Sleep Well London
You know when you watch films from the 1940s or earlier, and the rather well-to-do couple go to sleep, and retire to separate beds, sometimes not even in the same room?
When did that stop being the done thing?
It would seem that, as society has progressed and the general level of wealth of the masses has increased, we have adopted as many stereotypical ‘wealthy’ habits as possible – but not this one. And I’m slowly starting to wonder why.
Please don’t misunderstand: I love curling up in bed with my boyfriend, and if spooning was a sport I’d completely be on the London team. But when it comes to the actual purpose of the bed – by which I mean sleeping, by the way – I have a sneaking suspicion that we’d both benefit from a bit of space.

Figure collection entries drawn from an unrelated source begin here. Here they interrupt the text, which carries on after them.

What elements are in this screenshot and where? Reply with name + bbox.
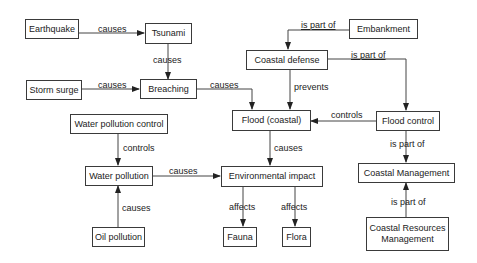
edge-defense-floodcontrol	[327, 59, 406, 110]
edge-label-wp-env: causes	[169, 166, 198, 176]
node-environmental-impact[interactable]: Environmental impact	[221, 166, 323, 187]
edge-label-floodcontrol-cm: is part of	[390, 139, 425, 149]
edge-label-floodcontrol-flood: controls	[331, 110, 363, 120]
concept-map-canvas: Earthquake Tsunami Storm surge Breaching…	[0, 0, 477, 263]
node-label: Flood (coastal)	[242, 115, 302, 126]
node-label: Breaching	[148, 84, 189, 95]
edge-label-stormsurge-breaching: causes	[98, 80, 127, 90]
edge-label-env-flora: affects	[281, 202, 307, 212]
edge-label-defense-flood: prevents	[294, 82, 329, 92]
node-label: Coastal Resources Management	[367, 223, 448, 245]
edge-label-env-fauna: affects	[229, 202, 255, 212]
edge-label-breaching-flood: causes	[210, 80, 239, 90]
node-label: Water pollution control	[74, 119, 163, 130]
node-label: Water pollution	[89, 171, 149, 182]
node-label: Flora	[286, 232, 307, 243]
node-flora[interactable]: Flora	[282, 227, 311, 247]
edge-label-crm-cm: is part of	[391, 197, 426, 207]
node-label: Fauna	[227, 232, 253, 243]
node-label: Oil pollution	[95, 232, 142, 243]
node-tsunami[interactable]: Tsunami	[145, 23, 192, 44]
edge-label-wpc-wp: controls	[123, 143, 155, 153]
edge-breaching-flood	[196, 89, 252, 109]
node-coastal-defense[interactable]: Coastal defense	[246, 50, 328, 70]
node-label: Flood control	[382, 116, 434, 127]
node-label: Storm surge	[29, 85, 78, 96]
node-flood-control[interactable]: Flood control	[376, 111, 440, 131]
edge-label-defense-floodcontrol: is part of	[351, 50, 386, 60]
node-earthquake[interactable]: Earthquake	[25, 19, 79, 39]
edge-embankment-defense	[288, 30, 349, 49]
node-oil-pollution[interactable]: Oil pollution	[92, 227, 145, 247]
node-water-pollution[interactable]: Water pollution	[85, 166, 153, 186]
edge-label-oil-wp: causes	[122, 203, 151, 213]
node-label: Coastal Management	[364, 168, 450, 179]
node-label: Coastal defense	[254, 55, 319, 66]
edge-label-flood-env: causes	[274, 143, 303, 153]
node-breaching[interactable]: Breaching	[140, 79, 197, 99]
node-label: Earthquake	[29, 24, 75, 35]
edge-label-earthquake-tsunami: causes	[98, 24, 127, 34]
node-water-pollution-control[interactable]: Water pollution control	[70, 114, 168, 134]
node-fauna[interactable]: Fauna	[223, 227, 257, 247]
node-storm-surge[interactable]: Storm surge	[26, 80, 82, 100]
node-coastal-management[interactable]: Coastal Management	[358, 163, 455, 183]
edge-label-tsunami-breaching: causes	[153, 55, 182, 65]
node-label: Environmental impact	[229, 171, 316, 182]
node-label: Tsunami	[152, 28, 186, 39]
node-coastal-resources-management[interactable]: Coastal Resources Management	[366, 217, 449, 251]
node-flood-coastal[interactable]: Flood (coastal)	[232, 110, 311, 131]
node-label: Embankment	[357, 24, 410, 35]
edge-label-embankment-defense: is part of	[301, 20, 336, 30]
node-embankment[interactable]: Embankment	[349, 19, 418, 39]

I get thoroughly grumpy without at least eight hours’ sleep per night. Well, that rarely happens. The standard procedure is for me to fidget around a bit trying to get comfortable, lie there for 30 seconds and then realise that it’s not in the least bit comfortable and shift positions again, while my boyfriend tuts and sighs at my movements.

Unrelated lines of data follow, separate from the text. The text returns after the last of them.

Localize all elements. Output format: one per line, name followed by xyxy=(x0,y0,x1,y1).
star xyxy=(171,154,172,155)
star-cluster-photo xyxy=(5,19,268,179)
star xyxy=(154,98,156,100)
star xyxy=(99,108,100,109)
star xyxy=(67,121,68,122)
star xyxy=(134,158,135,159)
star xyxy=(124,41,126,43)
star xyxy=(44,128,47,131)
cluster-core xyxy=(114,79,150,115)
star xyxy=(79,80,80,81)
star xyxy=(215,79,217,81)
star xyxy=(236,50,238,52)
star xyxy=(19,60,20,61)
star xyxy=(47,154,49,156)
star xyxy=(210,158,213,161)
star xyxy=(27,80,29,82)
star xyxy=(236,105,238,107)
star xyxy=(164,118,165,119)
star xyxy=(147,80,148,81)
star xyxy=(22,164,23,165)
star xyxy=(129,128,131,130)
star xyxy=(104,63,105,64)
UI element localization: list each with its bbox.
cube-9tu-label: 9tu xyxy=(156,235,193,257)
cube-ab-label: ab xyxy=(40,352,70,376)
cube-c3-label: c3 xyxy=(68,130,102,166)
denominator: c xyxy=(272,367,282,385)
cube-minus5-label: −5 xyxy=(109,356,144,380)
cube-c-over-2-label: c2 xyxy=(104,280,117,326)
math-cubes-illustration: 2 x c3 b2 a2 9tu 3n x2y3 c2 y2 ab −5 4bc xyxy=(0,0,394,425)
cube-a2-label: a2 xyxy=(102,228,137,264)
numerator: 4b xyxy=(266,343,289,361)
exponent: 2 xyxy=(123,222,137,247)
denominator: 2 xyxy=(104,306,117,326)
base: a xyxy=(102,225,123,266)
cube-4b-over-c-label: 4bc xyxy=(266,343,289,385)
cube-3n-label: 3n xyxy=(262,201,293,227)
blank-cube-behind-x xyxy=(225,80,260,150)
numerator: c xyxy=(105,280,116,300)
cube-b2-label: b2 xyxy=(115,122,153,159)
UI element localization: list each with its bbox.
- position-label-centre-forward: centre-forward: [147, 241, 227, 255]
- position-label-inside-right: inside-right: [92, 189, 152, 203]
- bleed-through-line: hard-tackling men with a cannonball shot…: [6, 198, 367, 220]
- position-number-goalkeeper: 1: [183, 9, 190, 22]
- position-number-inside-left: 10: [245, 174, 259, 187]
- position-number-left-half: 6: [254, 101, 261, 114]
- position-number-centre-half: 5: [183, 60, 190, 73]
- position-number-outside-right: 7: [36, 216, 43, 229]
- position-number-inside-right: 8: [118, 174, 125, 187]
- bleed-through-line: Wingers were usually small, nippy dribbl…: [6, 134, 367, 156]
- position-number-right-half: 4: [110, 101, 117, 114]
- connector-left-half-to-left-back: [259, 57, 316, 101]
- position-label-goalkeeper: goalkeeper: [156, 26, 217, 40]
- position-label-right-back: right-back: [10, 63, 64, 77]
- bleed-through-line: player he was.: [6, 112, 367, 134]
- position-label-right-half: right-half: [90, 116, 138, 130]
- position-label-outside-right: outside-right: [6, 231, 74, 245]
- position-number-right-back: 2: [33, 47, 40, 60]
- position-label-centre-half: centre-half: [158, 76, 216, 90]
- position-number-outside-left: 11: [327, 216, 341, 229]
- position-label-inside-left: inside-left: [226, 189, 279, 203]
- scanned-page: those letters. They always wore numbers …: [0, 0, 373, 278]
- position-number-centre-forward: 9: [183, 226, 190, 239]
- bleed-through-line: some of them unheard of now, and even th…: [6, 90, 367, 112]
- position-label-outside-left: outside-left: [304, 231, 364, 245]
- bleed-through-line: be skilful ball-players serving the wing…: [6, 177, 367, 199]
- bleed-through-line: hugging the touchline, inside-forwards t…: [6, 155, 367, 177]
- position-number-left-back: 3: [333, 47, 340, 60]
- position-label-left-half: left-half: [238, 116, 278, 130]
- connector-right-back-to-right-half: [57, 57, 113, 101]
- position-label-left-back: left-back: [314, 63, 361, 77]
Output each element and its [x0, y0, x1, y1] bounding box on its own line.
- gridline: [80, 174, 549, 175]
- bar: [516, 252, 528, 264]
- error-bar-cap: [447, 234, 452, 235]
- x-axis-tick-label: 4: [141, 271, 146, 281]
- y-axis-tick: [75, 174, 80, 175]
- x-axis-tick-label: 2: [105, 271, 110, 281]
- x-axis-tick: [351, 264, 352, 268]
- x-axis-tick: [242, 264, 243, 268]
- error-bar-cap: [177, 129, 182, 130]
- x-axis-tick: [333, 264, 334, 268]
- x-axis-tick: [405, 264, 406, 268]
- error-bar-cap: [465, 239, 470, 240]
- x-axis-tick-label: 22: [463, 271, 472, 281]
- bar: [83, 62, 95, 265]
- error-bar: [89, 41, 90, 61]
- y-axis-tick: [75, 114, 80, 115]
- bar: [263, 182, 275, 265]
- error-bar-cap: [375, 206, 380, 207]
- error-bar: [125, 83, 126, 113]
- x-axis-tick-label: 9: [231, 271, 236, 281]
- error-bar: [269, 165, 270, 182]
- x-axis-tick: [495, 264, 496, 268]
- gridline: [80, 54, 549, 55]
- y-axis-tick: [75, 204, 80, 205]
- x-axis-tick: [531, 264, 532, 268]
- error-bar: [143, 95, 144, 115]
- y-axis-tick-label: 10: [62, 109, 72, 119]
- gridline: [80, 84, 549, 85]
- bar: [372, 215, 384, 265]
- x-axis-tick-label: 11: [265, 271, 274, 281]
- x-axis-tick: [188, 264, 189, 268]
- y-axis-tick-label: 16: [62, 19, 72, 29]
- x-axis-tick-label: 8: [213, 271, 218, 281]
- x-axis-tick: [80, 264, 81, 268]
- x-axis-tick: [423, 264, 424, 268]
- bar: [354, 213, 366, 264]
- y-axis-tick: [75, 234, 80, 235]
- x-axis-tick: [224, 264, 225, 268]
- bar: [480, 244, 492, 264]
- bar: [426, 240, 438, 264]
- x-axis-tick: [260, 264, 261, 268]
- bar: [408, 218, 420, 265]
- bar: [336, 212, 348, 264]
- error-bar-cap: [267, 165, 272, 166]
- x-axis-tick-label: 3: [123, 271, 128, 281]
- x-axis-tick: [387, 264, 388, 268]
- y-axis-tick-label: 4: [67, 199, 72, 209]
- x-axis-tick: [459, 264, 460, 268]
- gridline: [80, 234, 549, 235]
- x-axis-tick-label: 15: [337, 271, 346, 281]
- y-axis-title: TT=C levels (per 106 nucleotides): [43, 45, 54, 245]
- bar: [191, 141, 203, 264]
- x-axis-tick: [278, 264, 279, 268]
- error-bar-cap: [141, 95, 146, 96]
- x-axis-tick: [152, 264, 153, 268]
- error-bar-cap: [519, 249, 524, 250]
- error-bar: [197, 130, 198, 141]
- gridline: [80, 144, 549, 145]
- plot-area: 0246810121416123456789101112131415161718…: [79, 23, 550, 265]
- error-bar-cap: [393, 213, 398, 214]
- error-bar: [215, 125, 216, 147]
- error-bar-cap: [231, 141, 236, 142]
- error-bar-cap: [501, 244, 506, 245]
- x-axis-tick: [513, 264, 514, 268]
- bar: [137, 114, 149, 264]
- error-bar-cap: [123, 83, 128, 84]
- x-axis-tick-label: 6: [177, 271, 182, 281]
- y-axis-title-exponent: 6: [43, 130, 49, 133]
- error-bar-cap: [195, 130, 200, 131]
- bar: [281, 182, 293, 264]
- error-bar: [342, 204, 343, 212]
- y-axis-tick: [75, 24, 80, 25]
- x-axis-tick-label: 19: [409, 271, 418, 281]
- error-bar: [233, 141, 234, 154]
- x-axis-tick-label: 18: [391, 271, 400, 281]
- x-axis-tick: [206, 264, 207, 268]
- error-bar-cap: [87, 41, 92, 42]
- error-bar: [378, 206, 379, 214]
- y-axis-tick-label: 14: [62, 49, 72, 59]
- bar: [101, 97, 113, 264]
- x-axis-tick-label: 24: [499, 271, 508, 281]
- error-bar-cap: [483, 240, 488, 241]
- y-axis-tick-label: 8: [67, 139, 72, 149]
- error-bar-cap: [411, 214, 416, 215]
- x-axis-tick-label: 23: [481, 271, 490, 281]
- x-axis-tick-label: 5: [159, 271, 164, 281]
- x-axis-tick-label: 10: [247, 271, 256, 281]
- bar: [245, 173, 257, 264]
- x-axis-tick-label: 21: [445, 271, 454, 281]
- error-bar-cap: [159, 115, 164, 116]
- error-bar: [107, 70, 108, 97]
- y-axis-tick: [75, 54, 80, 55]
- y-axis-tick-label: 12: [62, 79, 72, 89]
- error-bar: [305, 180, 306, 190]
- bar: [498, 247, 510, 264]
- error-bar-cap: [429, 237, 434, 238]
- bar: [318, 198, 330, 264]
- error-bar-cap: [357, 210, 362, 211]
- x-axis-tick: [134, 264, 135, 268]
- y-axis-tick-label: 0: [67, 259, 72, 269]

Then we both start to fall asleep, and he does that spasmodic twitch thing that we’ve all experienced, and rocks the whole bed. We start from square one, and shortly after we fall asleep again, my boyfriend starts clicking his teeth – I’ve never figured out how or why. Somewhere in all of this I will kick off the cover and pull it back about ten times, due to never being the right temperature. You get the idea: we disturb each other.
Sound familiar?
I’d be surprised if anyone was reading this thinking: ‘What is she talking about?’
So why do we jeopardise our quality of sleep just to be unconscious (or not, as the case may be) next to our loved ones? I’m thinking about a return to old-school ideals, separate beds and a sharp increase in the national amount of zzzzs. I’m sure London will be a nicer place that way. Just think how much more pleasant the morning commute could be without the tension of thousands of unrested people floating around?

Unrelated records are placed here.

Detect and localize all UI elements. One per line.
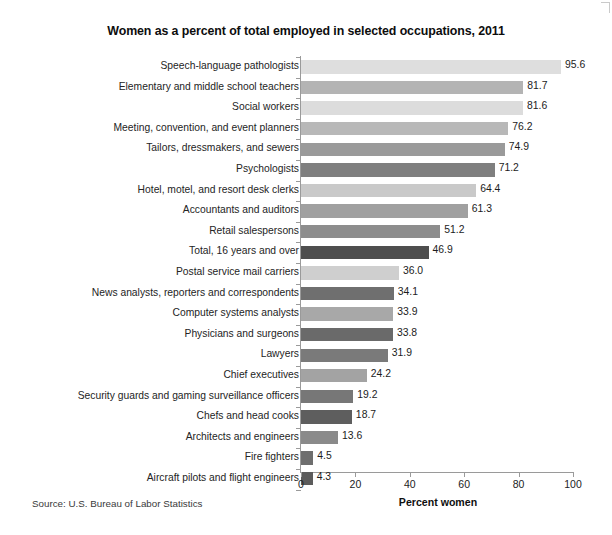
bar-category-label: Architects and engineers [186,430,299,443]
y-axis-tick [296,469,301,470]
bar [301,143,505,156]
bar-row: Elementary and middle school teachers81.… [0,78,612,99]
y-axis-tick [296,139,301,140]
bar-row: Computer systems analysts33.9 [0,304,612,325]
bar [301,328,393,341]
bar-value-label: 64.4 [476,182,500,195]
bar-value-label: 4.5 [313,449,331,462]
bar-category-label: Chefs and head cooks [197,409,299,422]
bar-fill [301,143,505,156]
x-axis-tick [410,472,411,477]
bar-row: Fire fighters4.5 [0,448,612,469]
bar-row: Hotel, motel, and resort desk clerks64.4 [0,181,612,202]
bar-value-label: 33.8 [393,326,417,339]
bar-category-label: Psychologists [236,162,299,175]
bar-fill [301,81,523,94]
bar-value-label: 51.2 [440,223,464,236]
bar-category-label: Chief executives [223,368,299,381]
bar [301,266,399,279]
bar-fill [301,101,523,114]
bar-fill [301,369,367,382]
y-axis-tick [296,366,301,367]
y-axis-tick [296,222,301,223]
y-axis-tick [296,428,301,429]
bar-row: Retail salespersons51.2 [0,222,612,243]
bar-row: Psychologists71.2 [0,160,612,181]
bar-value-label: 13.6 [338,429,362,442]
bar-value-label: 34.1 [394,285,418,298]
bar-fill [301,266,399,279]
bar-value-label: 36.0 [399,264,423,277]
bar-row: Chief executives24.2 [0,366,612,387]
bar-category-label: Tailors, dressmakers, and sewers [146,141,299,154]
x-axis-tick [355,472,356,477]
bar [301,307,393,320]
bar [301,390,353,403]
bar-fill [301,328,393,341]
bar-value-label: 33.9 [393,305,417,318]
x-axis-tick [464,472,465,477]
x-axis-tick-label: 60 [458,478,470,490]
bar-fill [301,451,313,464]
bar-row: Lawyers31.9 [0,345,612,366]
bar [301,60,561,73]
bar-value-label: 61.3 [468,202,492,215]
bar-value-label: 46.9 [429,243,453,256]
y-axis-tick [296,98,301,99]
x-axis-tick [301,472,302,477]
bar [301,451,313,464]
y-axis-tick [296,78,301,79]
bar-category-label: Elementary and middle school teachers [119,80,299,93]
bar-fill [301,122,508,135]
bar-value-label: 81.7 [523,79,547,92]
bar-value-label: 24.2 [367,367,391,380]
bar-fill [301,204,468,217]
x-axis-tick [573,472,574,477]
bar-fill [301,431,338,444]
bar-category-label: Postal service mail carriers [176,265,299,278]
x-axis-tick-label: 100 [564,478,582,490]
bar [301,225,440,238]
bar [301,204,468,217]
bar-row: Accountants and auditors61.3 [0,201,612,222]
bar [301,163,495,176]
bar [301,410,352,423]
bar-row: Postal service mail carriers36.0 [0,263,612,284]
bar-fill [301,246,429,259]
x-axis-tick-label: 80 [513,478,525,490]
bar-category-label: Security guards and gaming surveillance … [78,389,299,402]
bar-fill [301,184,476,197]
bar-row: Architects and engineers13.6 [0,428,612,449]
x-axis-tick-label: 0 [298,478,304,490]
bar-row: Total, 16 years and over46.9 [0,242,612,263]
y-axis-tick [296,181,301,182]
bar-category-label: Hotel, motel, and resort desk clerks [138,183,299,196]
y-axis-tick [296,345,301,346]
x-axis-ticks: 020406080100 [0,472,612,492]
bar-row: Tailors, dressmakers, and sewers74.9 [0,139,612,160]
bar [301,246,429,259]
bar-fill [301,60,561,73]
bar-category-label: Physicians and surgeons [185,327,299,340]
x-axis-tick-label: 20 [350,478,362,490]
bar-row: Social workers81.6 [0,98,612,119]
y-axis-tick [296,304,301,305]
bar-category-label: Computer systems analysts [173,306,299,319]
y-axis-tick [296,160,301,161]
bar [301,287,394,300]
bar [301,81,523,94]
bar-category-label: Meeting, convention, and event planners [114,121,299,134]
y-axis-tick [296,119,301,120]
x-axis-tick [519,472,520,477]
bar [301,431,338,444]
x-axis-tick-label: 40 [404,478,416,490]
bar-value-label: 71.2 [495,161,519,174]
y-axis-tick [296,284,301,285]
bar-category-label: Retail salespersons [209,224,299,237]
bar-row: Meeting, convention, and event planners7… [0,119,612,140]
y-axis-tick [296,387,301,388]
bar [301,101,523,114]
bar [301,184,476,197]
source-note: Source: U.S. Bureau of Labor Statistics [32,498,202,509]
chart-root: Women as a percent of total employed in … [0,0,612,535]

Anyway, all flippancy aside, if you really do suffer from various sleep conditions, The London Clinic runs various sleep studies to try to get to the bottom of and cure sleep issues; as does the more specifically named London Sleep Centre, which tackles everything from insomnia to sleep walking to chronic fatigue.
Personally, I still freak out at the idea of that eight-day non-sleep experiment by the radio broadcaster, Peter Tripp, in 1959. He started hallucinating after a few days, seeing spiders crawling all over the radio booth, if my memories from A-level psychology serve, and his wife said he was never the same afterwards. That could be me, if things continue. And I don’t like spiders, real or otherwise.